Now we are told that Hispanics are the largest minority group. Now we are told, by a Supreme Court consisting almost entirely of Republican appointees, that consenting adults do not need the consent of the government. If there is a real American people outside of the Constitution, will these people integrate this next wave? Will they stand by idly if they feel they are being outvoted, if they feel that the Constitution irretrievably does not reflect their values? Do these American people believe that easy absorption into the American people is a fundamental part of being an American (so that my argument collapses on itself)? Have we already absorbed these populations? Are they all now Americans by common consent?

Another way of looking at it is to say that secession (leading to the Civil War) became the only option once the Southern states realized that they had permanently lost their ability to control the Federal government on the slavery question. Southerners did not want states rights. They wanted Federal control.

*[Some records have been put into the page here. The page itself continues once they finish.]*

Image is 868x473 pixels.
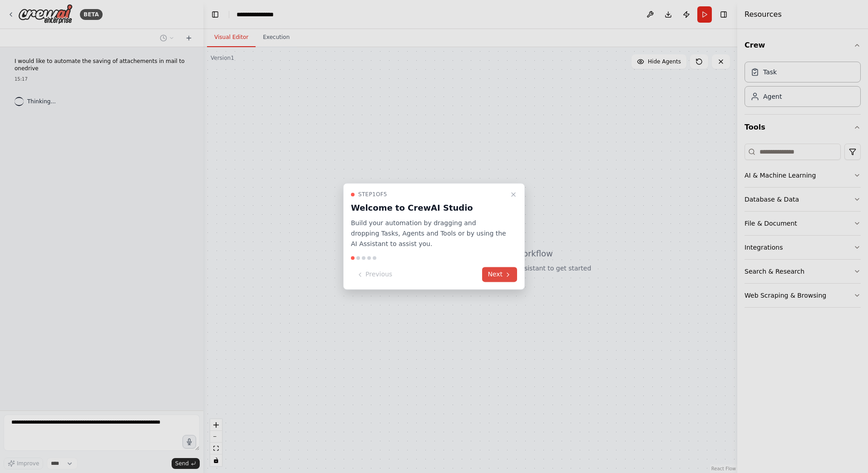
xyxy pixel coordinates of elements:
button: Hide left sidebar [209,8,222,21]
button: Next [482,267,517,283]
button: Previous [350,267,397,283]
button: Close walkthrough [508,189,518,200]
p: Build your automation by dragging and dropping Tasks, Agents and Tools or by using the AI Assista... [350,218,506,249]
h3: Welcome to CrewAI Studio [350,201,506,214]
span: Step 1 of 5 [358,191,387,198]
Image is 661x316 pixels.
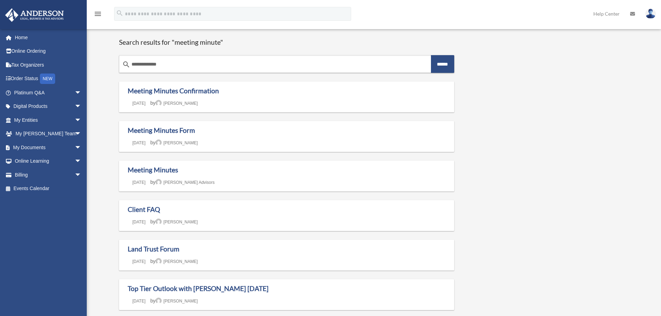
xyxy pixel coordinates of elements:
a: [DATE] [128,299,151,304]
a: [DATE] [128,141,151,145]
a: Client FAQ [128,205,160,213]
a: My [PERSON_NAME] Teamarrow_drop_down [5,127,92,141]
a: Billingarrow_drop_down [5,168,92,182]
a: Meeting Minutes Confirmation [128,87,219,95]
a: [PERSON_NAME] [155,220,198,224]
i: search [116,9,124,17]
a: [PERSON_NAME] [155,259,198,264]
h1: Search results for "meeting minute" [119,38,455,47]
a: [DATE] [128,259,151,264]
a: Order StatusNEW [5,72,92,86]
span: by [150,140,198,145]
a: Meeting Minutes Form [128,126,195,134]
a: Online Ordering [5,44,92,58]
a: My Documentsarrow_drop_down [5,141,92,154]
a: [PERSON_NAME] Advisors [155,180,214,185]
span: by [150,100,198,106]
a: Platinum Q&Aarrow_drop_down [5,86,92,100]
span: arrow_drop_down [75,168,88,182]
div: NEW [40,74,55,84]
a: [DATE] [128,101,151,106]
img: Anderson Advisors Platinum Portal [3,8,66,22]
a: [PERSON_NAME] [155,101,198,106]
img: User Pic [645,9,656,19]
a: Top Tier Outlook with [PERSON_NAME] [DATE] [128,285,269,292]
a: Events Calendar [5,182,92,196]
a: [PERSON_NAME] [155,299,198,304]
span: by [150,179,214,185]
span: arrow_drop_down [75,154,88,169]
a: Land Trust Forum [128,245,179,253]
span: arrow_drop_down [75,86,88,100]
i: search [122,60,130,69]
a: Online Learningarrow_drop_down [5,154,92,168]
a: menu [94,12,102,18]
a: Tax Organizers [5,58,92,72]
a: [PERSON_NAME] [155,141,198,145]
span: by [150,219,198,224]
span: arrow_drop_down [75,113,88,127]
a: Digital Productsarrow_drop_down [5,100,92,113]
span: arrow_drop_down [75,127,88,141]
i: menu [94,10,102,18]
a: My Entitiesarrow_drop_down [5,113,92,127]
span: by [150,298,198,304]
a: [DATE] [128,220,151,224]
span: arrow_drop_down [75,100,88,114]
span: arrow_drop_down [75,141,88,155]
span: by [150,258,198,264]
a: [DATE] [128,180,151,185]
a: Meeting Minutes [128,166,178,174]
a: Home [5,31,88,44]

We may be at the beginning of an equally damaging rear guard action of those who believe that the Constitution was made for the benefit of a certain kind of person, and a certain kind of person only. They think that if the Constitution no longer serves them, the government ought to be shut down. They tried it before. They’ll try it again.

One big difference between movement conservatism and those states that seceded from the Union is the reaction of the opposition. During the 19th century, it was understood by everyone that there was a philosophical point where a state would exercise its right to secede. People voting for Abraham Lincoln might not have really believed that the South would secede, but they were aware of the threat. The theory of the state’s right to secede was well understood, had been tossed back and forth for about 50 years, and people had strong feelings about it both ways.

Newt Gingrich and the Republicans attempted to close the government down. They had the power to do that, but not the power to consolidate the gain. At the time, the press made it sound as if the Republicans were concerned about the size of the government, or the level of taxation. However, anyone who is looking understands that Newt Gingrich was upset at the idea of a government that could not be manipulated by people like him. There is a lot of high flying talk to Newt, but is it all just a fancy way of dressing up resentment that great granddaddy Gingrich lost the Civil War? I have no idea.

People now wish to close the government down (to reverse the result of the Civil War?), and to do so in such a way that we like it. Cut taxes, wait for a fiscal crisis, then contend that the government cannot operate under the circumstances. I do not think I misstate people like Tom DeLay and Grover Norquist when I attribute this strategy to them. (Where is Karl Rove on this?) Norquist has been very straightforward about it. The so-called liberal media is not listening. Notwithstanding all of the channels on premium cable, it appears that the Gingrich revolution will not be televised.